UK slams new settlements as 'deliberate obstacle' to Palestinian state


May 30, 2025 00:00:00


Picture shows a new Israeli settlement area in Gaza — AFP

JERUSALEM, May 29 (BBC/AFP): Israeli ministers say 22 new Jewish settlements have been approved in the occupied West Bank - the biggest expansion in decades.

Several already exist as outposts, built without government authorisation, but will now be made legal under Israeli law. Others are completely new, according to Defence Minister Israel Katz and Finance Minister Bezalel Smotrich.

Settlements - which are widely seen as illegal under international law, though Israel disputes this - are one of the most contentious issues between Israel and the Palestinians.

Katz said the move "prevents the establishment of a Palestinian state that would endanger Israel", while the Palestinian presidency called it a "dangerous escalation".

The Israeli anti-settlement watchdog Peace Now called it "the most extensive move of its kind" in more than 30 years and warned that it would "dramatically reshape the West Bank and entrench the occupation even further".

Israel's approval of 22 new settlements in the occupied West Bank is a "deliberate obstacle to Palestinian statehood", Britain's Middle East minister Hamish Falconer said Thursday.
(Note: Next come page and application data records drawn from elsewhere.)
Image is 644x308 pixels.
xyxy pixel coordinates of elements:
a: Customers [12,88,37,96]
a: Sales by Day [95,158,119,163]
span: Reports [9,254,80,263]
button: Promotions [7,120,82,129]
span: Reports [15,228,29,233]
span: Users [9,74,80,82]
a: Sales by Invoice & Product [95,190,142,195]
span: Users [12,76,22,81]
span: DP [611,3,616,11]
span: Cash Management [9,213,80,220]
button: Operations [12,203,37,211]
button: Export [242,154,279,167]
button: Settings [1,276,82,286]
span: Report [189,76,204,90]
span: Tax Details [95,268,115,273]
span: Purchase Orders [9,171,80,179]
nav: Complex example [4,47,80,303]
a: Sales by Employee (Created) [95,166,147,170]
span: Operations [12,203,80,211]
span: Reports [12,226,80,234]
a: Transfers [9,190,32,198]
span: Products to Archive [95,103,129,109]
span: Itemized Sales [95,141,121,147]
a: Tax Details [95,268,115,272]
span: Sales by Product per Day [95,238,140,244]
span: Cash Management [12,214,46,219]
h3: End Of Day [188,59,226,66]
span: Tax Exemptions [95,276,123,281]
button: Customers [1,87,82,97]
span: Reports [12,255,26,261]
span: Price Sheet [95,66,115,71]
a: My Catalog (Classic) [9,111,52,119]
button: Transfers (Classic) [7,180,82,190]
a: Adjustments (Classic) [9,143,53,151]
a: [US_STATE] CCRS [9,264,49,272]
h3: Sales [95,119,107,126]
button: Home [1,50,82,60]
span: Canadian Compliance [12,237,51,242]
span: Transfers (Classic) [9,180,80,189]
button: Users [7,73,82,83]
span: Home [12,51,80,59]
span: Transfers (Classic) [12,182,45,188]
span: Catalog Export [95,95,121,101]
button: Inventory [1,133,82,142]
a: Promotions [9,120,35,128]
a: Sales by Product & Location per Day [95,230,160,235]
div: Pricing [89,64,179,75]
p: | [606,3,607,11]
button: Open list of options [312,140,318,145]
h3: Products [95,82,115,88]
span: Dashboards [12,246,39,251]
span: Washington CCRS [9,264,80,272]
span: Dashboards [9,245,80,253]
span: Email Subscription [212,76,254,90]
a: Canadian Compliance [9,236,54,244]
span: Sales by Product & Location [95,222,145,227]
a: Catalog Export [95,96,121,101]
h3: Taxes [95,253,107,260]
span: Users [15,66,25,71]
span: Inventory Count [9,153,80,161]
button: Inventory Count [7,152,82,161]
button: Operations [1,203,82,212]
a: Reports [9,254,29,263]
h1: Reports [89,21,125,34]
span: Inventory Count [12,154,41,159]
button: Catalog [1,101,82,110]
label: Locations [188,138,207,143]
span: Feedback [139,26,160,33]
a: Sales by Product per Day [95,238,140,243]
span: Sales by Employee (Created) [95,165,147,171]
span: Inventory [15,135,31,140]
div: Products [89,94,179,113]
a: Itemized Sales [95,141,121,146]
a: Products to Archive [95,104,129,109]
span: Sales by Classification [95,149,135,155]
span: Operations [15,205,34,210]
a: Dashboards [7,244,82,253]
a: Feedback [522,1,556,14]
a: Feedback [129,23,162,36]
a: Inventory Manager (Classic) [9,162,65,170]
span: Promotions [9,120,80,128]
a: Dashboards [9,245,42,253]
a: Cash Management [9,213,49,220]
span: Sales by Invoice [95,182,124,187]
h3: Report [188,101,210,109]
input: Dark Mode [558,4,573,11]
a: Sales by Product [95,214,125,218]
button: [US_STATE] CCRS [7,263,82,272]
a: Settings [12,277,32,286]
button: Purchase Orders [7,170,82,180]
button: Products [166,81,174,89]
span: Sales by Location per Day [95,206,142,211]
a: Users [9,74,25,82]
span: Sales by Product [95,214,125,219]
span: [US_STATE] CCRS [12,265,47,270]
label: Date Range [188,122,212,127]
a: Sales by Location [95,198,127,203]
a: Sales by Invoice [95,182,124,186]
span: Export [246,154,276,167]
"The UK condemns these actions," he wrote on X. "Settlements are illegal under international law, further imperil the two state solution, and do not protect Israel."

Israel has built about 160 settlements housing some 700,000 Jews since it occupied the West Bank and East Jerusalem - land Palestinians want, along with Gaza, for their hoped-for future state - in the 1967 Middle East war.

Successive Israeli governments have allowed settlements to grow. However, expansion has risen sharply since Prime Minister Benjamin Netanyahu returned to power in late 2022 at the head of a right-wing, pro-settler coalition, as well as the start of the Gaza war, triggered by Hamas's 7 October 2023 attack on Israel.

Hamas Gaza chief

Sinwar killed

Israeli Prime Minister Benjamin Netanyahu said on Wednesday that Mohammad Sinwar, Hamas' Gaza chief and the younger brother of the Palestinian militant group's deceased leader and mastermind of the October 2023 attack, Yahya Sinwar, had been killed.

Mohammad Sinwar had been the target of an Israeli strike on a hospital in southern Gaza earlier this month and Netanyahu said on May 21 that it was likely he was dead.

The Israeli leader announced that Sinwar had been "eliminated" in an address to the Israeli parliament as he listed off names of other Hamas officials that Israel had killed over the past 20 months, including Sinwar's brother Yahya.

"In the last two days we have been in a dramatic turn towards a complete defeat of Hamas," he said, adding that Israel was also "taking control of food distribution", a reference to a new aid distribution system in Gaza managed by a US-backed group.

Hamas has yet to confirm Sinwar's death.